Somatopleure and Splanchnopleure. Both the somatic and splanchnic walls of the body-cavity during stage I exhibit a simple uniform character throughout their whole extent. They are formed of columnar cells where they line the dorsal part of the body-cavity, but ventrally of more rounded and irregular cells (Pl. 11, fig. 5).
In them may occasionally be seen aggregations of very peculiar and large cells with numerous highly refracting spherules; the cells forming these are not unlike the primitive ova to be described subsequently, but are probably large cells derived from the yolk.
It is during the stage intermediate between I and K that the first changes become visible which indicate a distinction between an epithelium (endothelium) lining the body-cavity and the connective tissue adjoining this.
There are at first but very few connective-tissue cells between the epithelium of the somatic layer of the mesoblast and the epiblast, but a connection between them is established by peculiar protoplasmic processes which pass from the one to the other (Pl. 11, fig. 8). Towards the end of stage K, however, there appears between the two a network of mesoblastic cells connecting them together. In the rudimentary outgrowth to form the limbs the mesoblast cells of the somatic layer are crowded in an especially dense manner.
From the first the connective-tissue cells around the hypoblastic epithelium of the alimentary tract are fairly numerous (Pl. 11, fig. 8), and by the close of this period become concentrically arranged round the intestinal epithelium, though not divided into distinct layers. A special aggregation of them is present in the hollow of the rudimentary spiral valve.
Behind the anal region the two layers of the mesoblast (somatic and splanchnic) completely fuse during stage K, and form a mass of stellate cells in which no distinction into two layers can be detected (Pl. 11, figs. 9c, 9d).
The alimentary canal, which at first lies close below the aorta, becomes during this period gradually carried further and further from this, remaining however attached to the roof of the body-cavity by a thin layer of the mesoblast of the splanchnopleure formed of an epithelium on each side, and a few interposed connective-tissue cells. This is the mesentery, which by the close of stage K is of considerable length in the region of the stomach, though shorter elsewhere.
* * * * *
The above account of the protovertebræ and body-cavity applies solely to the genera Pristiurus and Scyllium. The changes of these parts in Torpedo only differ from those of Pristiurus in unimportant though fairly noticeable details. Without entering into any full description of these it may be pointed out that both the true body-cavity and its continuations into the protovertebræ appear later in Torpedo than in Pristiurus and Scyllium. In some cases even the muscle-plates become definitely separated and independent before the true body-cavity has appeared. As a result of this the primitive continuity of the body-cavity and cavity of the muscle-plates becomes to a certain extent masked, though its presence may easily be detected by the obvious continuity which at first exists between the somatic and splanchnic layers of mesoblast and the two layers of the muscle-plate. In the muscle-plate itself the chief point to be noticed is the fact that the earlier formed bands of muscles (mp´) arise very much later, and are less conspicuous, in Torpedo than in the genera first described. They are however present and functional.
The anatomical relations of the body-cavity itself are precisely the same in Torpedo as in Pristiurus and Scyllium, and the pericardial cavity becomes separated from the peritoneal in the same way in all the genera; the two lateral canals connecting the two cavities being also present in all the three genera. The two independent parietal plates of mesoblast of the posterior parts of the body have ventrally a swollen edge, as in Pristiurus, and in this a cavity appears which forms a posterior continuation of the true body-cavity.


AIM OF THE TASK: In your copy of the data, include no pictures and alter nothing else.

SUPPLIED DATA:
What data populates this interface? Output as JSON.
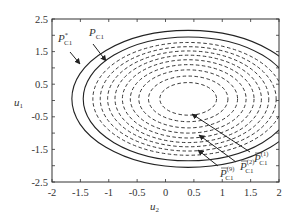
{
  "chart_data": {
    "type": "line",
    "title": "",
    "xlabel": "u2",
    "ylabel": "u1",
    "xlim": [
      -2,
      2
    ],
    "ylim": [
      -2.5,
      2.5
    ],
    "grid": false,
    "xticks": [
      "-2",
      "-1.5",
      "-1",
      "-0.5",
      "0",
      "0.5",
      "1",
      "1.5",
      "2"
    ],
    "yticks": [
      "2.5",
      "1.5",
      "0.5",
      "-0.5",
      "-1.5",
      "-2.5"
    ],
    "center": [
      0.4,
      0.05
    ],
    "series": [
      {
        "name": "P*_C1",
        "style": "solid",
        "rx": 2.05,
        "ry": 2.1
      },
      {
        "name": "P_C1",
        "style": "solid",
        "rx": 1.85,
        "ry": 1.9
      },
      {
        "name": "P̄_C1^(9)",
        "style": "dashed",
        "rx": 1.68,
        "ry": 1.73
      },
      {
        "name": "dashed-8",
        "style": "dashed",
        "rx": 1.55,
        "ry": 1.6
      },
      {
        "name": "dashed-7",
        "style": "dashed",
        "rx": 1.42,
        "ry": 1.47
      },
      {
        "name": "dashed-6",
        "style": "dashed",
        "rx": 1.29,
        "ry": 1.34
      },
      {
        "name": "dashed-5",
        "style": "dashed",
        "rx": 1.16,
        "ry": 1.2
      },
      {
        "name": "dashed-4",
        "style": "dashed",
        "rx": 1.02,
        "ry": 1.05
      },
      {
        "name": "dashed-3",
        "style": "dashed",
        "rx": 0.87,
        "ry": 0.89
      },
      {
        "name": "P̄_C1^(2)",
        "style": "dashed",
        "rx": 0.7,
        "ry": 0.7
      },
      {
        "name": "P̄_C1^(1)",
        "style": "dashed",
        "rx": 0.5,
        "ry": 0.5
      }
    ],
    "annotations": [
      {
        "text": "P*_C1",
        "points_to": "outer solid ellipse"
      },
      {
        "text": "P_C1",
        "points_to": "inner solid ellipse"
      },
      {
        "text": "P̄_C1^(1)",
        "points_to": "innermost dashed ellipse"
      },
      {
        "text": "P̄_C1^(2)",
        "points_to": "second dashed ellipse"
      },
      {
        "text": "P̄_C1^(9)",
        "points_to": "outermost dashed ellipse"
      }
    ]
  },
  "labels": {
    "xlabel_main": "u",
    "xlabel_sub": "2",
    "ylabel_main": "u",
    "ylabel_sub": "1",
    "pstar_main": "P",
    "pstar_sup": "*",
    "pstar_sub": "C1",
    "p_main": "P",
    "p_sub": "C1",
    "pbar1_main": "P",
    "pbar1_sup": "(1)",
    "pbar1_sub": "C1",
    "pbar2_main": "P",
    "pbar2_sup": "(2)",
    "pbar2_sub": "C1",
    "pbar9_main": "P",
    "pbar9_sup": "(9)",
    "pbar9_sub": "C1"
  }
}
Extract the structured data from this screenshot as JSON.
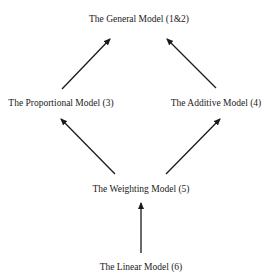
{
  "diagram": {
    "type": "hierarchy",
    "colors": {
      "background": "#ffffff",
      "ink": "#1a1a1a"
    },
    "nodes": [
      {
        "id": "general",
        "label": "The General Model (1&2)"
      },
      {
        "id": "proportional",
        "label": "The Proportional Model (3)"
      },
      {
        "id": "additive",
        "label": "The Additive Model (4)"
      },
      {
        "id": "weighting",
        "label": "The Weighting Model (5)"
      },
      {
        "id": "linear",
        "label": "The Linear Model (6)"
      }
    ],
    "edges": [
      {
        "from": "proportional",
        "to": "general"
      },
      {
        "from": "additive",
        "to": "general"
      },
      {
        "from": "weighting",
        "to": "proportional"
      },
      {
        "from": "weighting",
        "to": "additive"
      },
      {
        "from": "linear",
        "to": "weighting"
      }
    ]
  }
}
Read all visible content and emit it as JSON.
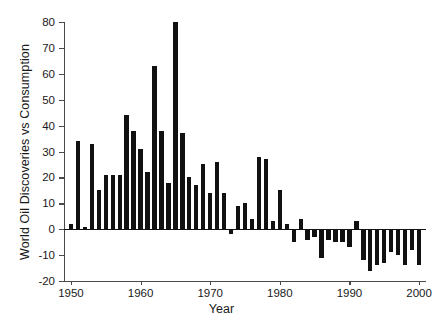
{
  "chart_data": {
    "type": "bar",
    "title": "",
    "xlabel": "Year",
    "ylabel": "World Oil Discoveries vs Consumption",
    "xlim": [
      1949,
      2001
    ],
    "ylim": [
      -20,
      80
    ],
    "grid": false,
    "legend": null,
    "bar_color": "#111111",
    "axis_color": "#4a4a4a",
    "yticks": [
      80,
      70,
      60,
      50,
      40,
      30,
      20,
      10,
      0,
      -10,
      -20
    ],
    "ytick_labels": [
      "80",
      "70",
      "60",
      "50",
      "40",
      "30",
      "20",
      "10",
      "0",
      "-10",
      "-20"
    ],
    "xticks": [
      1950,
      1960,
      1970,
      1980,
      1990,
      2000
    ],
    "xtick_labels": [
      "1950",
      "1960",
      "1970",
      "1980",
      "1990",
      "2000"
    ],
    "categories": [
      1950,
      1951,
      1952,
      1953,
      1954,
      1955,
      1956,
      1957,
      1958,
      1959,
      1960,
      1961,
      1962,
      1963,
      1964,
      1965,
      1966,
      1967,
      1968,
      1969,
      1970,
      1971,
      1972,
      1973,
      1974,
      1975,
      1976,
      1977,
      1978,
      1979,
      1980,
      1981,
      1982,
      1983,
      1984,
      1985,
      1986,
      1987,
      1988,
      1989,
      1990,
      1991,
      1992,
      1993,
      1994,
      1995,
      1996,
      1997,
      1998,
      1999,
      2000
    ],
    "values": [
      2,
      34,
      1,
      33,
      15,
      21,
      21,
      21,
      44,
      38,
      31,
      22,
      63,
      38,
      18,
      80,
      37,
      20,
      17,
      25,
      14,
      26,
      14,
      -2,
      9,
      10,
      4,
      28,
      27,
      3,
      15,
      2,
      -5,
      4,
      -4,
      -3,
      -11,
      -4,
      -5,
      -5,
      -7,
      3,
      -12,
      -16,
      -14,
      -13,
      -9,
      -10,
      -14,
      -8,
      -14
    ],
    "series_name": "World oil discoveries minus consumption"
  },
  "axis": {
    "ylabel": "World Oil Discoveries vs Consumption",
    "xlabel": "Year"
  }
}
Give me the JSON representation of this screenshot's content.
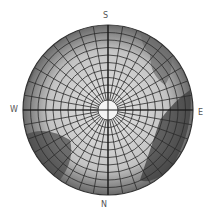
{
  "map": {
    "type": "polar-projection-globe",
    "center": [
      108,
      110
    ],
    "radius": 85,
    "pole_cap_radius": 10,
    "rings": 9,
    "meridians": 36,
    "colors": {
      "background": "#ffffff",
      "globe_light": "#d6d6d6",
      "globe_dark": "#4a4a4a",
      "grid": "#2b2b2b",
      "pole_cap": "#f4f4f4"
    }
  },
  "labels": {
    "top": "S",
    "bottom": "N",
    "left": "W",
    "right": "E"
  }
}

EXERCISE RESULT:
What data populates this interface? Output as JSON.
{
  "chart_data": {
    "type": "line",
    "title": "",
    "xlabel": "u2",
    "ylabel": "u1",
    "xlim": [
      -2,
      2
    ],
    "ylim": [
      -2.5,
      2.5
    ],
    "grid": false,
    "xticks": [
      "-2",
      "-1.5",
      "-1",
      "-0.5",
      "0",
      "0.5",
      "1",
      "1.5",
      "2"
    ],
    "yticks": [
      "2.5",
      "1.5",
      "0.5",
      "-0.5",
      "-1.5",
      "-2.5"
    ],
    "center": [
      0.4,
      0.05
    ],
    "series": [
      {
        "name": "P*_C1",
        "style": "solid",
        "rx": 2.05,
        "ry": 2.1
      },
      {
        "name": "P_C1",
        "style": "solid",
        "rx": 1.85,
        "ry": 1.9
      },
      {
        "name": "P̄_C1^(9)",
        "style": "dashed",
        "rx": 1.68,
        "ry": 1.73
      },
      {
        "name": "dashed-8",
        "style": "dashed",
        "rx": 1.55,
        "ry": 1.6
      },
      {
        "name": "dashed-7",
        "style": "dashed",
        "rx": 1.42,
        "ry": 1.47
      },
      {
        "name": "dashed-6",
        "style": "dashed",
        "rx": 1.29,
        "ry": 1.34
      },
      {
        "name": "dashed-5",
        "style": "dashed",
        "rx": 1.16,
        "ry": 1.2
      },
      {
        "name": "dashed-4",
        "style": "dashed",
        "rx": 1.02,
        "ry": 1.05
      },
      {
        "name": "dashed-3",
        "style": "dashed",
        "rx": 0.87,
        "ry": 0.89
      },
      {
        "name": "P̄_C1^(2)",
        "style": "dashed",
        "rx": 0.7,
        "ry": 0.7
      },
      {
        "name": "P̄_C1^(1)",
        "style": "dashed",
        "rx": 0.5,
        "ry": 0.5
      }
    ],
    "annotations": [
      {
        "text": "P*_C1",
        "points_to": "outer solid ellipse"
      },
      {
        "text": "P_C1",
        "points_to": "inner solid ellipse"
      },
      {
        "text": "P̄_C1^(1)",
        "points_to": "innermost dashed ellipse"
      },
      {
        "text": "P̄_C1^(2)",
        "points_to": "second dashed ellipse"
      },
      {
        "text": "P̄_C1^(9)",
        "points_to": "outermost dashed ellipse"
      }
    ]
  },
  "labels": {
    "xlabel_main": "u",
    "xlabel_sub": "2",
    "ylabel_main": "u",
    "ylabel_sub": "1",
    "pstar_main": "P",
    "pstar_sup": "*",
    "pstar_sub": "C1",
    "p_main": "P",
    "p_sub": "C1",
    "pbar1_main": "P",
    "pbar1_sup": "(1)",
    "pbar1_sub": "C1",
    "pbar2_main": "P",
    "pbar2_sup": "(2)",
    "pbar2_sub": "C1",
    "pbar9_main": "P",
    "pbar9_sup": "(9)",
    "pbar9_sub": "C1"
  }
}
Extract the structured data from this screenshot as JSON.
{
  "diagram": {
    "type": "hierarchy",
    "colors": {
      "background": "#ffffff",
      "ink": "#1a1a1a"
    },
    "nodes": [
      {
        "id": "general",
        "label": "The General Model (1&2)"
      },
      {
        "id": "proportional",
        "label": "The Proportional Model (3)"
      },
      {
        "id": "additive",
        "label": "The Additive Model (4)"
      },
      {
        "id": "weighting",
        "label": "The Weighting Model (5)"
      },
      {
        "id": "linear",
        "label": "The Linear Model (6)"
      }
    ],
    "edges": [
      {
        "from": "proportional",
        "to": "general"
      },
      {
        "from": "additive",
        "to": "general"
      },
      {
        "from": "weighting",
        "to": "proportional"
      },
      {
        "from": "weighting",
        "to": "additive"
      },
      {
        "from": "linear",
        "to": "weighting"
      }
    ]
  }
}
Read all visible content and emit it as JSON.
{
  "chart_data": {
    "type": "bar",
    "title": "",
    "xlabel": "Year",
    "ylabel": "World Oil Discoveries vs Consumption",
    "xlim": [
      1949,
      2001
    ],
    "ylim": [
      -20,
      80
    ],
    "grid": false,
    "legend": null,
    "bar_color": "#111111",
    "axis_color": "#4a4a4a",
    "yticks": [
      80,
      70,
      60,
      50,
      40,
      30,
      20,
      10,
      0,
      -10,
      -20
    ],
    "ytick_labels": [
      "80",
      "70",
      "60",
      "50",
      "40",
      "30",
      "20",
      "10",
      "0",
      "-10",
      "-20"
    ],
    "xticks": [
      1950,
      1960,
      1970,
      1980,
      1990,
      2000
    ],
    "xtick_labels": [
      "1950",
      "1960",
      "1970",
      "1980",
      "1990",
      "2000"
    ],
    "categories": [
      1950,
      1951,
      1952,
      1953,
      1954,
      1955,
      1956,
      1957,
      1958,
      1959,
      1960,
      1961,
      1962,
      1963,
      1964,
      1965,
      1966,
      1967,
      1968,
      1969,
      1970,
      1971,
      1972,
      1973,
      1974,
      1975,
      1976,
      1977,
      1978,
      1979,
      1980,
      1981,
      1982,
      1983,
      1984,
      1985,
      1986,
      1987,
      1988,
      1989,
      1990,
      1991,
      1992,
      1993,
      1994,
      1995,
      1996,
      1997,
      1998,
      1999,
      2000
    ],
    "values": [
      2,
      34,
      1,
      33,
      15,
      21,
      21,
      21,
      44,
      38,
      31,
      22,
      63,
      38,
      18,
      80,
      37,
      20,
      17,
      25,
      14,
      26,
      14,
      -2,
      9,
      10,
      4,
      28,
      27,
      3,
      15,
      2,
      -5,
      4,
      -4,
      -3,
      -11,
      -4,
      -5,
      -5,
      -7,
      3,
      -12,
      -16,
      -14,
      -13,
      -9,
      -10,
      -14,
      -8,
      -14
    ],
    "series_name": "World oil discoveries minus consumption"
  },
  "axis": {
    "ylabel": "World Oil Discoveries vs Consumption",
    "xlabel": "Year"
  }
}
Give me the JSON representation of this screenshot's content.
{
  "map": {
    "type": "polar-projection-globe",
    "center": [
      108,
      110
    ],
    "radius": 85,
    "pole_cap_radius": 10,
    "rings": 9,
    "meridians": 36,
    "colors": {
      "background": "#ffffff",
      "globe_light": "#d6d6d6",
      "globe_dark": "#4a4a4a",
      "grid": "#2b2b2b",
      "pole_cap": "#f4f4f4"
    }
  },
  "labels": {
    "top": "S",
    "bottom": "N",
    "left": "W",
    "right": "E"
  }
}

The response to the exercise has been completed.